By Steve Weinberg Special for USA TODAY
"Prophets of War," William D. Hartung's exposé of the world's most pervasive private corporation that benefits from military weaponry, could have carried an alternate title that sounds the same when spoken but carries a different spelling: "Profits of War."
Lockheed Martin has received an incomprehensible amount of money from U.S. taxpayers by building massive warplanes and other hardware. Much of the product has cost much more than estimated, has failed to operate as advertised, and has yielded fewer jobs than claimed. Yet corrupt or naïve or ill-informed members of Congress, Defense Department bureaucrats and lobbyists continue to reward Lockheed Martin while the federal budget fails to provide adequate food, education and insurance for many of the taxpayers underwriting the multinational corporation, Hartung writes.

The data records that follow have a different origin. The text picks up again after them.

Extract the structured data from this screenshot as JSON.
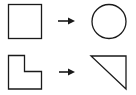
{
  "diagram": {
    "description": "Shape transformation analogy: square maps to circle, L-shape maps to right triangle",
    "stroke_color": "#1a1a1a",
    "background": "#ffffff",
    "rows": [
      {
        "source": {
          "shape": "square",
          "label": "square"
        },
        "arrow": {
          "direction": "right",
          "icon": "arrow-right-icon"
        },
        "target": {
          "shape": "circle",
          "label": "circle"
        }
      },
      {
        "source": {
          "shape": "l-shape",
          "label": "L-shape"
        },
        "arrow": {
          "direction": "right",
          "icon": "arrow-right-icon"
        },
        "target": {
          "shape": "right-triangle",
          "label": "right triangle"
        }
      }
    ]
  }
}
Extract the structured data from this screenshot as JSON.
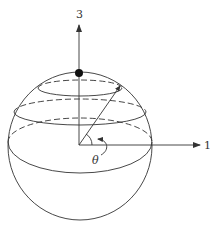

Hartung calculates that every taxpaying household in the United States contributed $260 to the company during 2008 to support its federal contracts totaling $36 billion. That amount can fairly be termed "the Lockheed Martin tax," Hartung says.
Although civilian researcher Hartung, employed at the New America Foundation, delineates outrage after outrage, his book's message is somewhat blunted by his ho-hum prose, his unfortunate penchant to bury major points with a barrage of details, and his lack of a sustained narrative. Put bluntly, Hartung's writing does not adequately showcase his investigative findings.
Depending on the perspective of the reader, Lockheed Martin is a savior of democracy under attack by shadowy enemies outside U.S. borders, or is a sycophantic corporation whose sub rosa tactics subvert the very democracy it purports to serve.